It's a lot of code and there are classes in Guava are better. This was noticed
with a lint checker. This commit does change the error-handling behavior, as
previous the code wrongly cancelled the Future instead of setting it to have an
exception.
Most of these are easy "replace X with Y."
The CreateStartScripts changes were because the scripts were being included in
the output zip/tar multiple times. The was because they were all using the same
output directory, and the entire output directory was being included for each.
The output directory tmp/ was particularly poor because other tasks were
dumping things into it, so our zip/tar was including those junk files as well.

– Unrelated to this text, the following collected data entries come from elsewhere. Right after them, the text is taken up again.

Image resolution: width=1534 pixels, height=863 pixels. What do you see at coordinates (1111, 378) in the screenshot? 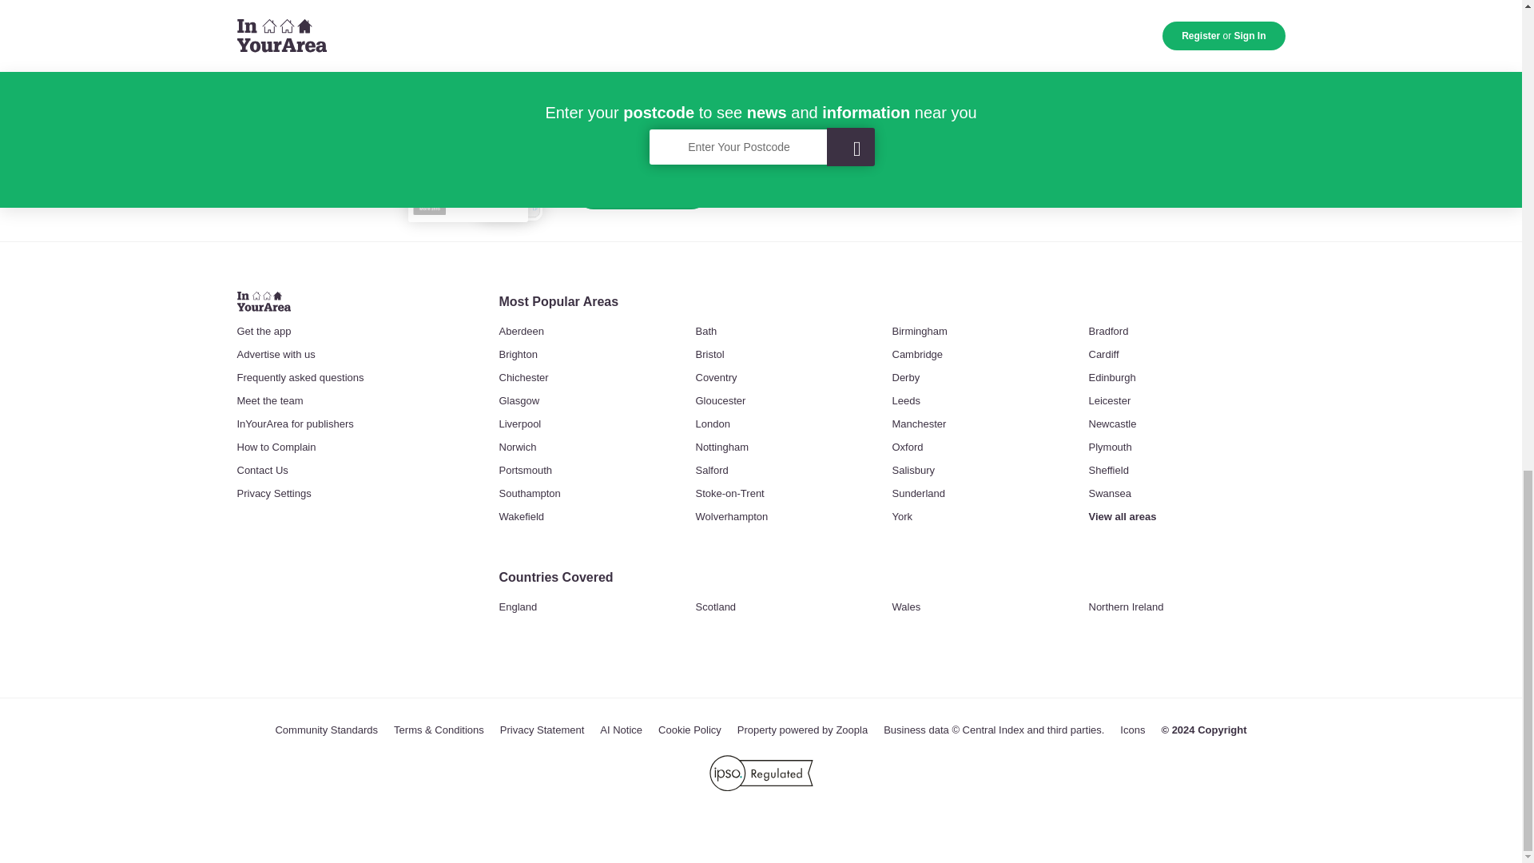
I see `Edinburgh` at bounding box center [1111, 378].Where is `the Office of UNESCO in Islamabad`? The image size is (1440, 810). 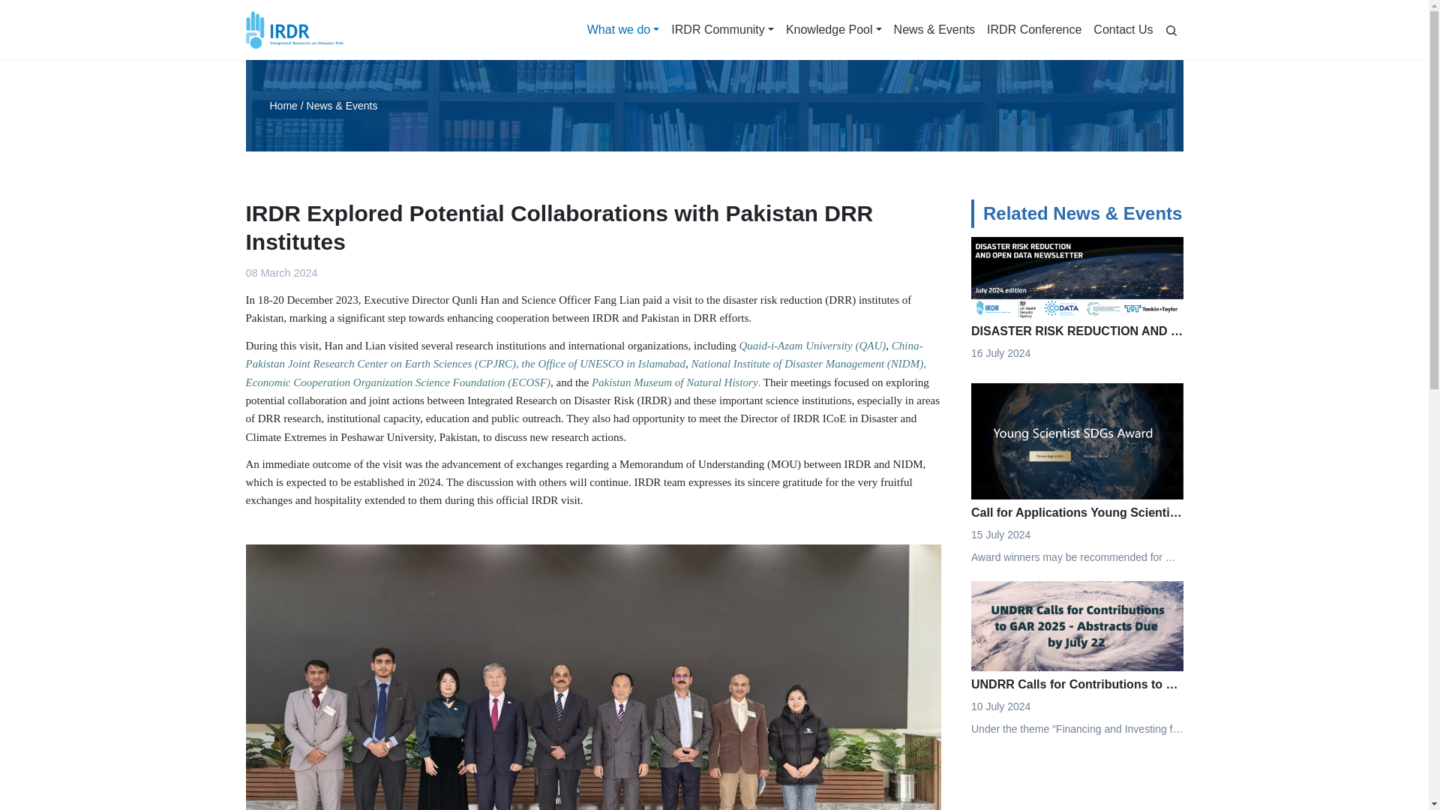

'runtime' is the old classpath, pre-java-library plugin. We could swap to
'runtimeClasspath', but it is cleaner to just use startScript's defaults. We
already use that approach in interop-testing.
Fixes#7218
- Use gradle configuration `api` for dependencies that are part of grpc public api signatures.
- Replace deprecated gradle configurations `compile`, `testCompile`, `runtime` and `testRuntime`.
- With minimal change in dependencies: If we need dep X and Y to compile our code, and if X transitively depends on Y, then our build would still pass even if we only include X as `compile`/`implementation` dependency for our project. Ideally we should include both X and Y explicitly as `implementation` dependency for our project, but in this PR we don't add the missing Y if it is previously missing.
Bump jmh plugin to version 0.5.0. Put junit and mockito to test dependency. Eliminated jmh plugin config workaround for the known issue in previous version.
Examples and android projects were left unchanged. They can be changed
later.
No plugin versions were changed, to make this as non-functional of a
change as possible. Upgrading Gradle to 5.6 was necessary for
pluginManagement in settings.gradle.
NETTY_LOCAL seem to have a flow control issue. Disable it since we don't
really look at it very often and we care about the
streamingCallsMessageThroughput benchmark.
This replaces FlowControlledMessagesPerSecondBenchmark, except it does not
avoid local flow control issues via request(5). If hacking in a request(5),
this benchmark produces similar results (non-direct: 671k vs previously 641k
msg/s).
This is equivalent to UnaryCallResponseBandwidthBenchmark and
StreamingResponseBandwidthBenchmark, although without the interface selection
logic (which allows for traffic shaping).
TearDown is guaranteed to execute after Setup; there is no synchronization
necessary. Although the volatile doesn't hurt anything functionally, it is
misleading and confusing.
It is basically the same as TransportBenchmark without protobuf, smaller
payload, and only Netty. It does show latencies around 66 µs instead of
TransportBenchmark's 70 µs on my laptop, but a quick conversion of
TransportBenchmark to ByteBufOutputMarshaller made it 66 µs as well.
* compiler: Use 'SERVICE_NAME' instead of duplicated '$Package$$service_name$'
* compiler: Align indentation
* Fix typo
* Add modified golden files and all re-generated code to meet Travis CI and Windows build requirements
See PR #5943
* Polishing
This commit swaps to using a Sync task to place generated code in the
src/generated folder instead of the gradle-protobuf-plugin's
generatedFilesBaseDir. This provides much nicer results on failed
builds, and you will no longer see all the generated files deleted.
But at the same time the Sync task makes it easy to only copy the
grpc-generated code. This was not previously done because we were lazy
and using generatedFilesBaseDir, which made it difficult to treat the
services differently from the messages.
For security, we should change http into https links.
Co-Authored-By: Nguyen Van Trung [trungnvfet@outlook.com](mailto:trungnvfet@outlook.com)
Signed-off-by: Nguyen Quang Huy [huynq0911@gmail.com](mailto:huynq0911@gmail.com)
For Bazel, we upgrade to protobuf 3.6.1.2 and javalite HEAD to fix
incompatibilities in newer Bazel releases.
compiler/Dockerfile is unused, so it was removed instead of being updated.
protoc no longer includes codegen for nano, so we remain on the older protoc
any time nano is used.
Protobuf now requires C++11 when compiling, so windows was swapped to
VC 14.
This will allow enabling Error Prone on JDK 10+ (after
updating the net.ltgt.errorprone plugin), and is also a
prerequisite to that plugin update.
Also remove net.ltgt.apt plugin, as Gradle has native
support for annotationProcessor.
This PR adds an automatic gradle format checker and reformats all the *.gradle files. After this, new changes to *.gradle files will fail to build if not in good format, just like checkStyle failure.